A statement from Pakistan Prime Minister Shehbaz Sharif’s office said the ban was unanimously approved by the federal cabinet, citing “violent and terrorist activities”. The ban is the latest chapter in a complicated relationship between the Pakistani state and the TLP, which has attracted significant grassroots support in recent years for its hardline positions, especially on blasphemy and denigration of Islam.

Under Pakistan’s blasphemy laws, people who insult Islam or Islamic figures face a possible death sentence. The TLP demands death as punishment, and say human rights organizations The party’s supporters sometimes carry out brutal lynchings even before people accused of blasphemy are put on trial. Pakistan has seen one significant peak in blasphemy cases in recent years, in line with the rise of the TLP.

The TLP was officially launched as a political party in 2017 by a fiery cleric, although its ideology took hold earlier, following the 2011 assassination of the governor of Pakistan’s populous Punjab province, Salman Taseer, who was outspoken against blasphemy laws. The killing sparked a wave of support for the governor’s killer, Mumtaz Qadri, one of Taseer’s bodyguards, who was hailed by some as a hero and defender of Islam. The TLP is not considered a mainstream political party, but has wide ideological support, especially in the province of Punjab.

The initiative to ban the party came from the government in Punjab, where the recent protests took place. Before the ban, police in Punjab raided the home of TLP leader Saad Rizvi, and the government sealed mosques and seminaries linked to the party. Some members of the party are now also confronted counter-terrorism allegationsThis was said by Punjab Information Minister Azma Bokhari.

“This is not a religious or political party – they are hiding behind religion to spread disorder and trying to play politics over dead bodies,” Bokhari said in a statement interview with local media.

The TLP announced the protest as a show of solidarity with Palestinians following the US-brokered ceasefire between Israel and Hamas in Gaza, and demonstrators were expected to gather in front of the US embassy in Islamabad. Ahead of the protest, the government suspended mobile internet service in the capital and cordoned off major roads with shipping containers to keep protesters out.

Khurram Iqbal, associate professor of security studies at Quaid-e-Azam University in Islamabad, said both external and internal factors created the environment for this crackdown to take place, including Pakistan’s recent realignment with the United States.

“We cannot afford to have a pressure group attack the American embassy,” he said.

Azaz Syed, a senior Pakistani journalist, says the TLP saw this dynamic as an opportunity.

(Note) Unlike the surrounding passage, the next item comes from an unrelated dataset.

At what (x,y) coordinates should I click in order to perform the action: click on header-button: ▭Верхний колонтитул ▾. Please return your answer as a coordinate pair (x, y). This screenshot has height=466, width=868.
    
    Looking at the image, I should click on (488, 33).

“They thought they would express the concern that Pakistan is supporting America, and that America is bringing peace after a compromise with Israel,” Syed said. “They wanted to use it further to gain more support.”

But Pakistan’s civilian government and military leadership also took this as an insult, he says, and contributed to the crackdown. “It meant they were actually challenging them.”

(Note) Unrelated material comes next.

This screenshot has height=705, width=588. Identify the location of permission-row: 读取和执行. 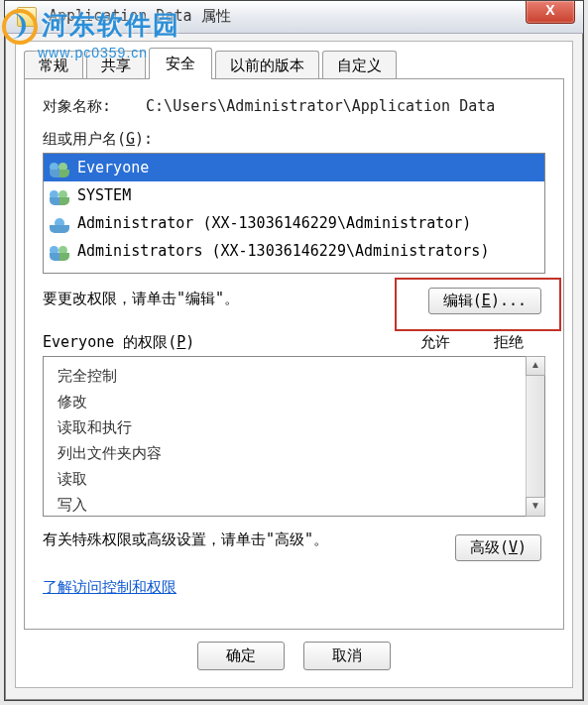
(286, 427).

The TLP was banned earlier in 2021 after the party staged violent protests following caricatures of the Prophet Mohammed published in France. The party called for the expulsion of the French ambassador, and thousands of people gathered in the streets to pressure the government to act on their demand. The ban came later DELETED with the condition that the TLP must refrain from violence.

Pakistani leaders have defended the current ban on the TLP as necessary to maintain law and order. In one interview along with local media, Pakistani Defense Minister Khawaja Muhammad Asif called for a “hard state” approach against the party.

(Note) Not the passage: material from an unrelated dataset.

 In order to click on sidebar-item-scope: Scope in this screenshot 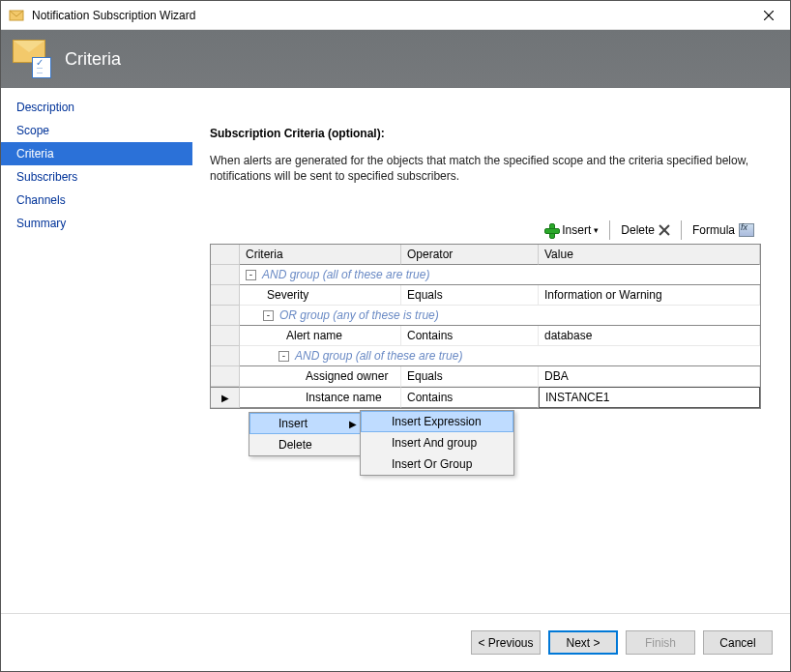, I will do `click(97, 131)`.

“Such religious extremist groups, who resort to violence and cause damage to property, cannot be tolerated in Pakistan,” he said.

Pakistan has also taken a crackdown on other political parties, most recently the party of jailed former Prime Minister Imran Khan, which launched in 2023. Some leaders of Khan’s party liked it protests last week against the crackdown on TLP, calling it unconstitutional.